Engaging the theme of Currency from multiple perspectives, the 8th Triennial of Photography Hamburg opens on May 20, 2022, with 12 exhibitions and over 70 artists. From colonial-era photo albums to poetic reveries, experimental modes, and social documentary photography, the exhibitions explore the myriad ways in which photographs are produced, circulated, and interpreted.

The Exhibition Parcours through Hamburg were developed by artistic director Koyo Kouoh and her curatorial team alongside the curators of 10 partner museums and venues in the city. The exhibitions are accompanied by two expansive programs consisting of artist talks, performances, tours, panel discussions, and film screenings. These will take place during the Triennial’s Opening Weekend (May 20–22) and its festival the following month, The Register and the Recital (June 2–6).

After more than a century of living with photography, we have learned to perceive the world “photographically,” with many of us seeing the world in image formats shaped by the media platforms that host these images. While images themselves are unstable forms, the mental repository we build through this prosthetic mode fundamentally shapes how we engage with the world around us. The present day is therefore a “retinal era”; one that requires a different grammar for looking, reading, and responding to images.

Koyo Kouoh, Artistic Director for the 8th Triennial of Photography Hamburg

Among the 12 exhibitions in the Triennial are Currency: Photography Beyond Capture at the Deichtorhallen Hamburg, which explores 29 poetic and critical approaches to photography in the “retinal age” of visual immediacy and media saturation; two shows at Bucerius Kunst Forum and Museum für Kunst und Gewerbe Hamburg on the work and queer aesthetics of photographer Herbert List; the group exhibition Give and Take: Images upon Images at the Hamburger Kunsthalle, which investigates questions of circulation and transformation; and a show at the Museum der Arbeit dedicated to the visual iconography of key labor movements.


§ Problem to work on
Once the line containing "Locate tower on screen." is found, please set it down along with each following line, exactly, to the end of the material.

+++

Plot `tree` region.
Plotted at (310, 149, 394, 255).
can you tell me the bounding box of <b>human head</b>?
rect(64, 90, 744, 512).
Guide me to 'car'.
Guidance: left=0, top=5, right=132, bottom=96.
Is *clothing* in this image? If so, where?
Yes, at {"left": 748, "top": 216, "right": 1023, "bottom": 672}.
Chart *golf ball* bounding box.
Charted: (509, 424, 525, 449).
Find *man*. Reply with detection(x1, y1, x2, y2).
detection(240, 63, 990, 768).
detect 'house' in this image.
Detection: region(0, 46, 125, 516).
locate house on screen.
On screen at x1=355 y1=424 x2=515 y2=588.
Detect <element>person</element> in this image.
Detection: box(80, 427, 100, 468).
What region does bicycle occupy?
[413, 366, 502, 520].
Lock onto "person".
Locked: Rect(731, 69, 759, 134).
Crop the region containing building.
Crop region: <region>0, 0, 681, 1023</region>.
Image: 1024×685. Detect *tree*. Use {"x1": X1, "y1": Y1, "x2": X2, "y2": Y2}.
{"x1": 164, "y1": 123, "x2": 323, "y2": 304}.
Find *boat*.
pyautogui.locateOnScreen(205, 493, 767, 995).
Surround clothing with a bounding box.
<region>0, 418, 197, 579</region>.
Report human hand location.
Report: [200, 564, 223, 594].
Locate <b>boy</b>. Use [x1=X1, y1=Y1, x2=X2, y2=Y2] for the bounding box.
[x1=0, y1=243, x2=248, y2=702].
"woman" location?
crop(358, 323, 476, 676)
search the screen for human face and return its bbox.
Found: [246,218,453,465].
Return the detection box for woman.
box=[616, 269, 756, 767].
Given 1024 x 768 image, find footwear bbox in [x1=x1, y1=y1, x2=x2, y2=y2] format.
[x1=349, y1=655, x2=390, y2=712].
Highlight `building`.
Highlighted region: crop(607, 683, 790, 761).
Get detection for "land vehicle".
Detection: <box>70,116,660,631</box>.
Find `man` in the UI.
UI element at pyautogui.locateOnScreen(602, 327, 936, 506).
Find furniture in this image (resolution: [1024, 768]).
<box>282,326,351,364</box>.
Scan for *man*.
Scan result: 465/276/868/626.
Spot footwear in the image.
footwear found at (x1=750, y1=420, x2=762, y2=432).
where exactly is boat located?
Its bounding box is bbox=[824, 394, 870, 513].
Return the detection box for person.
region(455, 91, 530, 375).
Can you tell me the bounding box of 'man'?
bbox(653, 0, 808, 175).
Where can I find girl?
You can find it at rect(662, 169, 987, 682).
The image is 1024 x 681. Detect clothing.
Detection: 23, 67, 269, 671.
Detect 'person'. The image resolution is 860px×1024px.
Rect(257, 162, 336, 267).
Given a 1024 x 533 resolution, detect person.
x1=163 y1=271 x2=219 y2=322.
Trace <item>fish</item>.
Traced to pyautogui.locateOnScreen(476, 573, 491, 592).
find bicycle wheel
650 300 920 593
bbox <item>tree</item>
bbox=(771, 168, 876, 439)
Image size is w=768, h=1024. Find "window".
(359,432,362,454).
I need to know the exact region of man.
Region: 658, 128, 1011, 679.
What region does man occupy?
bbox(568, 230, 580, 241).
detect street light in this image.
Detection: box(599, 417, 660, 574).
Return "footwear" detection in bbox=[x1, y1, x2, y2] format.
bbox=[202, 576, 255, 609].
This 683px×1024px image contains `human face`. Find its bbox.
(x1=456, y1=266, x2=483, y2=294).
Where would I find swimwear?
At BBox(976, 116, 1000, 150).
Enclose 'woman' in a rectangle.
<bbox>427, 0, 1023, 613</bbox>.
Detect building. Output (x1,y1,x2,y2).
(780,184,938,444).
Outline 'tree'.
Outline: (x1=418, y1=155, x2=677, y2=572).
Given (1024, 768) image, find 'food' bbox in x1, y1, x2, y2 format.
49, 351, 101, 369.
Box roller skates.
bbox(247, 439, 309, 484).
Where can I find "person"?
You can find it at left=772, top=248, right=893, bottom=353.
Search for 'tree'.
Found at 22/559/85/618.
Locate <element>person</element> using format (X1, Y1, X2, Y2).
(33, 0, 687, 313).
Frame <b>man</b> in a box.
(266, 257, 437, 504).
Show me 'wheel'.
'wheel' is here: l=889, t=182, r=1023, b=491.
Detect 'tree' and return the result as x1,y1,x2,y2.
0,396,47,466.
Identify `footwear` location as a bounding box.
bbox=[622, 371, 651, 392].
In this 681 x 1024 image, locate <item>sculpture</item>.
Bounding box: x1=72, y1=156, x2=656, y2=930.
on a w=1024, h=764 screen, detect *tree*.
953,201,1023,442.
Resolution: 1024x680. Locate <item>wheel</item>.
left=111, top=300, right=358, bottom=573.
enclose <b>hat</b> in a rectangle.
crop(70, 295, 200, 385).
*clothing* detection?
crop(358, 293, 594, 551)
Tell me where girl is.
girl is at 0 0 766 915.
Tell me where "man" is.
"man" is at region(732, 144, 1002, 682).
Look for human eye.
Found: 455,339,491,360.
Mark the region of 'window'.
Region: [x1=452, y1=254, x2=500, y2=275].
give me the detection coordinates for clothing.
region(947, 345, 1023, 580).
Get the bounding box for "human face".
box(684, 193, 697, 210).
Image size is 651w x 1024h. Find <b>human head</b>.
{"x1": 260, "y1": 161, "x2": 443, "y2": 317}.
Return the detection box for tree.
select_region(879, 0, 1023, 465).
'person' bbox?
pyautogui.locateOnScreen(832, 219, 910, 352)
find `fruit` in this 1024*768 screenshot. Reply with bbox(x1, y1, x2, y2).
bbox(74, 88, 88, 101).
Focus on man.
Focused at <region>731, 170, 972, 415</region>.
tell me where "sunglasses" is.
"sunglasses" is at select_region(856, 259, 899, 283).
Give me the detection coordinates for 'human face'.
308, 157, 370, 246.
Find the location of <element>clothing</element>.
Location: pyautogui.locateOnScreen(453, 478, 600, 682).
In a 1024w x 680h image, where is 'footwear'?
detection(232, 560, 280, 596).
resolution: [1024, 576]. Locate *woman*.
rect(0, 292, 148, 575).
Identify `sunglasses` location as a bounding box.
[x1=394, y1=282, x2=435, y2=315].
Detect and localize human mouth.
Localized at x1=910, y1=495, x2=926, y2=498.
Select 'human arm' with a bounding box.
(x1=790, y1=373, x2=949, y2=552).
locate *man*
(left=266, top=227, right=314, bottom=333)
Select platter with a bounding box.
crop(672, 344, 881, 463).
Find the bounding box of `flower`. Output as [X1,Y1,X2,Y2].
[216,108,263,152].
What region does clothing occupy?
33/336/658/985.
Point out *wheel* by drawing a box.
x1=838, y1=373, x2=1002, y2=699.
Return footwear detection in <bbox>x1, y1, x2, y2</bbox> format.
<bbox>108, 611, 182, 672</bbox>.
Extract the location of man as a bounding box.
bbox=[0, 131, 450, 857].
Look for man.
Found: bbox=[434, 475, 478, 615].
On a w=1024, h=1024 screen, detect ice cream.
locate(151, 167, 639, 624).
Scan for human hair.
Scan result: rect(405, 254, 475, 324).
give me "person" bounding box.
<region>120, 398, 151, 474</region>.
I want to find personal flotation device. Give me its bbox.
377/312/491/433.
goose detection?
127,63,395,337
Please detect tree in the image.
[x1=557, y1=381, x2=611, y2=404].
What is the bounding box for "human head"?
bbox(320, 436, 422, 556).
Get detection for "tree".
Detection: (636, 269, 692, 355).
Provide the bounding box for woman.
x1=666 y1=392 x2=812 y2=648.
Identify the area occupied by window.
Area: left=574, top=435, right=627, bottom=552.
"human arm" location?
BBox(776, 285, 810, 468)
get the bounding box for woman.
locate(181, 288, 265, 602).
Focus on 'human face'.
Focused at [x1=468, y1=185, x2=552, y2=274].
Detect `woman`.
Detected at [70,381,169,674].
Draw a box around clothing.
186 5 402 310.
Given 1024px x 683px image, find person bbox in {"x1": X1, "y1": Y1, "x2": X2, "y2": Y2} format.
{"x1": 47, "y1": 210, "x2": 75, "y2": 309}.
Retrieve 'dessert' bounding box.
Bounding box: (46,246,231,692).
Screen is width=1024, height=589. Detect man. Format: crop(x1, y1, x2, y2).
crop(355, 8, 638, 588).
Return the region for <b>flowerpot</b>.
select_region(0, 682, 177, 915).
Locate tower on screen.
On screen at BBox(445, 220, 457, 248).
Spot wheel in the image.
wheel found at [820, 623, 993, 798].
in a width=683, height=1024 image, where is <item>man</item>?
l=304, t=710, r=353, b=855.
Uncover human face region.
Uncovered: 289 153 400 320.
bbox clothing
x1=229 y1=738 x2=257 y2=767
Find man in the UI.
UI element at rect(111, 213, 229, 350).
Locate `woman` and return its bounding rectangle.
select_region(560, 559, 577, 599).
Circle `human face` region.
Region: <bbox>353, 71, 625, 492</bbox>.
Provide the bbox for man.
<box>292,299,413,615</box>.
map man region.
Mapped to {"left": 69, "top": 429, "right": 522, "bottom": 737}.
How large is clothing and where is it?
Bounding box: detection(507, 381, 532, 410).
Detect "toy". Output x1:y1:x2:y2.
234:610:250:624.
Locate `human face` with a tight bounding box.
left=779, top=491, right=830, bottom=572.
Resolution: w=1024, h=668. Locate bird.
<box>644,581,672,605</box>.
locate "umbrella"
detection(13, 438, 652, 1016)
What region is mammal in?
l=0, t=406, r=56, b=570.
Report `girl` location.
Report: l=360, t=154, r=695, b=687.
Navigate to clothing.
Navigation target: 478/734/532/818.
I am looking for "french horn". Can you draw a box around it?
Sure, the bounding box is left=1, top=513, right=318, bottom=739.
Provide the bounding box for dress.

+++

§ Response area
Locate tower on screen.
On screen at BBox(445, 220, 457, 248).
Spot wheel in the image.
wheel found at [820, 623, 993, 798].
in a width=683, height=1024 image, where is <item>man</item>?
l=304, t=710, r=353, b=855.
Uncover human face region.
Uncovered: 289 153 400 320.
bbox clothing
x1=229 y1=738 x2=257 y2=767
Find man in the UI.
UI element at rect(111, 213, 229, 350).
Locate `woman` and return its bounding rectangle.
select_region(560, 559, 577, 599).
Circle `human face` region.
Region: <bbox>353, 71, 625, 492</bbox>.
Provide the bbox for man.
<box>292,299,413,615</box>.
map man region.
Mapped to {"left": 69, "top": 429, "right": 522, "bottom": 737}.
How large is clothing and where is it?
Bounding box: detection(507, 381, 532, 410).
Detect "toy". Output x1:y1:x2:y2.
234:610:250:624.
Locate `human face` with a tight bounding box.
left=779, top=491, right=830, bottom=572.
Resolution: w=1024, h=668. Locate bird.
<box>644,581,672,605</box>.
locate "umbrella"
detection(13, 438, 652, 1016)
What region is mammal in?
l=0, t=406, r=56, b=570.
Report `girl` location.
Report: l=360, t=154, r=695, b=687.
Navigate to clothing.
Navigation target: 478/734/532/818.
I am looking for "french horn". Can you draw a box around it?
Sure, the bounding box is left=1, top=513, right=318, bottom=739.
Provide the bounding box for dress.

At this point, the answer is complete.